Clarification appended.

The Texas legislature is considering allowing students, faculty and staff to carry concealed firearms on all public university campuses in the state.

The proponents of this change in the law argue that students require guns for protection — a devastating rampage, like the one at Virginia Tech, would not happen or would be stopped if some students and faculty had concealed weapons. They believe that trained security guards and police officers are not sufficient to bring down a gunman, while helpless students will be picked off one by one.

The proponents continue that the new law would only apply to those students who already have a license to carry a concealed weapon, which means that armed students would have to be at least 21, have to have passed background checks and have to have taken a handgun course. This would seemingly ensure that any students who carried a weapon would be responsible enough to use one. Unfortunately, this line of thinking is naive and dangerous.

College campuses should be secure and safe environments. Student safety should be among a university's highest priorities. This legislation will endanger students' lives and welfare and should be resisted by students throughout the country.

A campus that allows students to carry a concealed weapon exposes its students to severe risks. Even if the only people with guns were law-abiding, licensed students with no history of mental illness or criminal activity, the mere presence of handguns is an unnecessary risk.

Imagine what could go wrong on a college campus. Students under the influence of alcohol, drugs or just the severe stress of schoolwork already make decisions they come to regret. Let's not add guns to that mix.

The late teen years and early 20s are often the time when mental illness first manifests itself. The New York Times recently reported that record numbers of college freshmen say they are stressed. Making guns available to overstressed students with untreated mental illness will inevitably lead to some students taking those guns and harming themselves or others. It is not a question of if, but when.

It seems that every year, some young person with a gun and the signs of mental illness goes on a rampage.
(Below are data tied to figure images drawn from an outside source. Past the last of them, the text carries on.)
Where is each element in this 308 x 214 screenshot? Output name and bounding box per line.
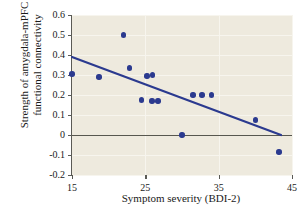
x-axis-tick: 25 <box>145 175 146 179</box>
data-point <box>144 73 149 78</box>
x-axis-tick: 15 <box>72 175 73 179</box>
data-point <box>96 74 101 79</box>
y-tick-label: 0.3 <box>53 68 66 82</box>
data-point <box>276 149 281 154</box>
gridline-vertical <box>292 15 293 175</box>
gridline-horizontal <box>72 175 292 176</box>
data-point <box>150 72 155 77</box>
plot-area: 0.60.50.40.30.20.10-0.1-0.2 15253545 <box>71 15 292 176</box>
y-tick-label: 0.5 <box>53 28 66 42</box>
data-point <box>209 92 214 97</box>
y-tick-label: 0.4 <box>53 48 66 62</box>
data-point <box>127 65 132 70</box>
data-point <box>190 92 195 97</box>
x-axis-tick: 45 <box>292 175 293 179</box>
y-tick-label: 0.1 <box>53 108 66 122</box>
data-point <box>139 97 144 102</box>
data-point <box>121 32 126 37</box>
data-point <box>149 98 154 103</box>
y-tick-label: -0.1 <box>49 148 65 162</box>
data-point <box>69 71 74 76</box>
data-point <box>179 132 184 137</box>
y-tick-label: -0.2 <box>49 168 65 182</box>
data-point <box>199 92 204 97</box>
y-tick-label: 0.2 <box>53 88 66 102</box>
y-tick-label: 0 <box>60 128 65 142</box>
x-axis-tick: 35 <box>219 175 220 179</box>
y-tick-label: 0.6 <box>53 8 66 22</box>
data-point <box>253 117 258 122</box>
y-axis-label: Strength of amygdala-mPFC functional con… <box>18 0 44 140</box>
trend-line <box>72 15 292 175</box>
data-point <box>155 98 160 103</box>
x-axis-label: Symptom severity (BDI-2) <box>71 192 291 204</box>
scatter-plot-figure: 0.60.50.40.30.20.10-0.1-0.2 15253545 Sym… <box>0 0 308 214</box>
There was Virginia Tech in 2007, Northern Illinois University in 2008 and, most recently, the attempted assassination of Representative Gabrielle Giffords, D-Ariz., which resulted in the deaths of six people, including a federal judge and a nine-year-old girl.

The way to prevent these terrible crimes is not by making guns more available or arming ordinary citizens. Imagine the confusion of police officers trying to figure out who is the killer on a rampage and who is the ordinary citizen firing back. And there is the potential for a protracted gun battle ensuing between students that could end in campuses looking an awful lot like the streets of Tripoli rather than the safe havens they should be.

Students around the country should watch the Texas legislature apprehensively. If concealed weapons can be legally carried on university campuses there, it will not be long before legislature in other states consider following suit. This could set a dangerous precedent, and it moves the country completely in the wrong direction on the question of guns.

More disturbingly, allowing licensed handgun owners to carry their weapons in more places is not being coupled to laws that make it harder to obtain these weapons. Jared Laughner, the shooter in Arizona, purchased the gun legally, despite being suspended from college and deemed unfit to enlist in the armed forces.

While the adage that "guns don't kill people, people kill people" certainly holds true, a would-be assassin like Laughner would be unable to injure and kill so many people with just a knife.

There will always be those people who, under stress and mental disease, go on a deadly rampage. The killer at Virginia Tech murdered 32 people before taking his own life. Allowing guns on campus would not be a deterrent to a gunman who already wants to die. But it is easy to conceive how an unsecured gun on a college campus might fall into the wrong hands.

Every time President Ruth Simmons sends an e-mail to the student body informing them of a student's passing, there is an incredible outpouring of grief. It feels like everyone at Brown is connected to everyone else, and the death of one student is a deep blow, even to those of us who did not know the deceased. Making guns more accessible to college students is a recipe for future heartache. Given the anguish that one student's death can cause, the idea that a state legislature will put more students' lives in jeopardy is an unforgiveable sin.

Ethan Tobias '12 is a biology concentrator from New York. He can be reached at Ethan_Tobias@brown.edu.

A previous version of this column stated that a proposed bill in the Texas state legislature would permit concealed carry of firearms on University of Texas campuses. The law would actually apply to all public universities in the state. Private institutions would also be required to permit concealed-carry license holders to carry guns on campus.